It is not every day that Bucknell becomes a portal to the rainforest.
On the evening of September 30, the Weis Center for the Performing Arts transformed. What began as a crisp fall night soon unfolded into an immersive journey through one of the world’s most vital and endangered ecosystems. The performance, an extraordinary multimedia presentation by National Geographic explorer and ecologist Dr. Nalini Nadkarni, pulled back the canopy’s veil and invited us not just to see the rainforest but to feel it.
Even before the lights dimmed, the Atrium pulsed with life. The Environmental Expo turned the space into a microcosm of the world Dr. Nadkarni studies, alive, breathing, and interdependent. Tables filled with displays from DCNR, Linn Conservancy, Middle Susquehanna Riverkeeper, Seven Mountains Audubon, and the Susquehanna Greenway Partnership surrounded visitors with stories of care and conservation. These were not distant causes but human efforts, faces and hands dedicated to protecting the very earth we walk upon.
Inside the theater, the transformation deepened. As images of emerald treetops and shifting light filled the screen, Dr. Nadkarni guided us upward into the canopy, where life thrives between earth and sky. Her voice, calm yet urgent, carried us through decades of discovery. This was more than a lecture. It was a passage. Each photograph, each sound, each pause drew us closer to the truth that the rainforest is not separate from us, it is us.

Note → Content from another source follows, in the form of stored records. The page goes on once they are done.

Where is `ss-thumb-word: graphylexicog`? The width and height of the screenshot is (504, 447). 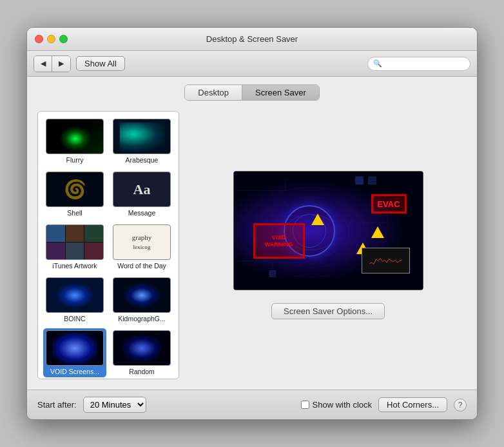 ss-thumb-word: graphylexicog is located at coordinates (142, 243).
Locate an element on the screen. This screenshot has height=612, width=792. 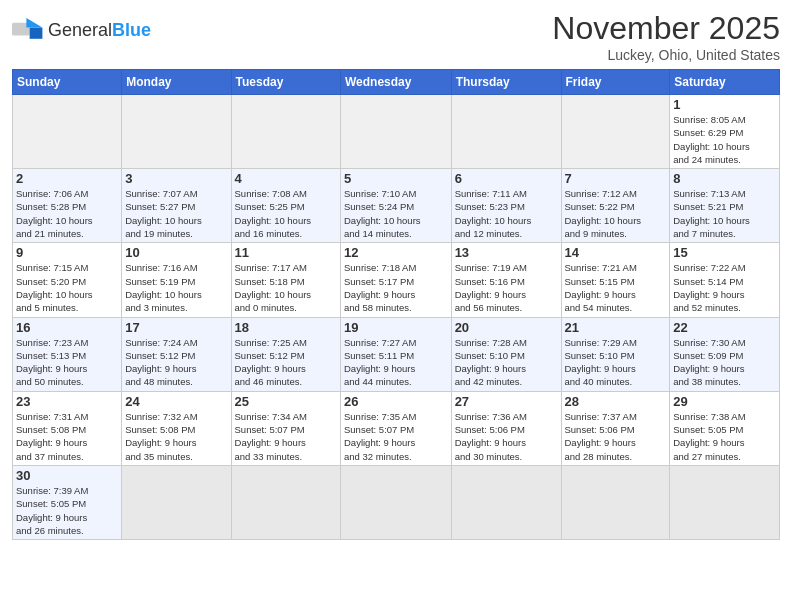
col-header-thursday: Thursday is located at coordinates (506, 82).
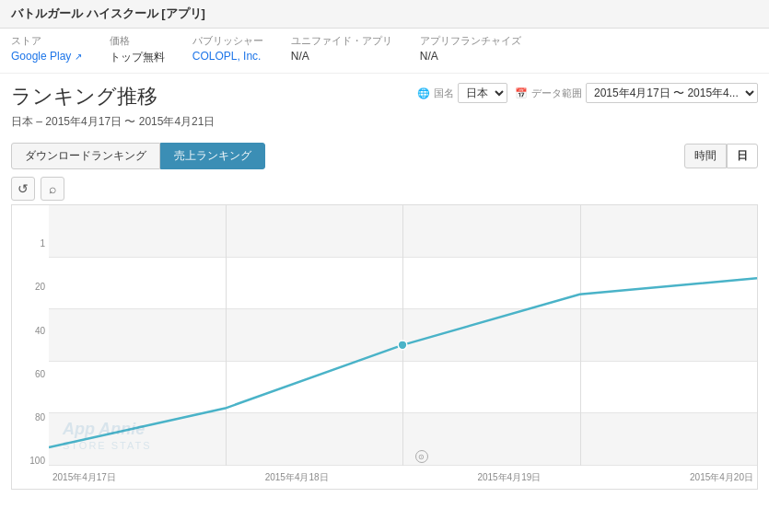 The image size is (769, 532). What do you see at coordinates (556, 94) in the screenshot?
I see `date-filter-label: データ範囲` at bounding box center [556, 94].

Her reflections flowed seamlessly between the scientific and the spiritual. She spoke of nitrogen cycles in single leaves and of the human cycles of redemption and renewal she has witnessed while bringing the language of nature into prisons, churches, and classrooms. What she offered was not just research but reverence. Her work reminded us that science, at its heart, is an act of empathy.
The atmosphere within the auditorium mirrored the very forest she spoke of, alive, breathing, and deeply connected. There was a stillness that held both awe and understanding, a quiet recognition that the rainforest’s story was, in many ways, our own.

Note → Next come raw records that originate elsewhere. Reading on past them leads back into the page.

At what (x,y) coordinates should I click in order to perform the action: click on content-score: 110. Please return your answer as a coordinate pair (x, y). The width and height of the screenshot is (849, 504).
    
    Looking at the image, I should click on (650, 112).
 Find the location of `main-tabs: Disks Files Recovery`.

Dr. Nadkarni’s visit was more than a single evening. It was part of a larger residency that extended her reach beyond the stage, into classrooms, conversations, and hearts. Over a hundred students met her the day before during a Residential College Common Hour, where she spoke not only about her research but about curiosity as a form of care. Many left with notebooks filled not with data but with questions that felt alive.
In her presence, the boundaries between science and soul, between learning and living, seemed to fade.
Events like these remind us that education can be both rigorous and tender, that knowledge can take root not only in the mind but in the heart.
When the final images faded and applause rose, it felt less like the end of a talk and more like the beginning of a relationship with the rainforest, with one another, and with the shared world we inhabit.
Something had taken root that night, something gentle, growing, and profoundly alive.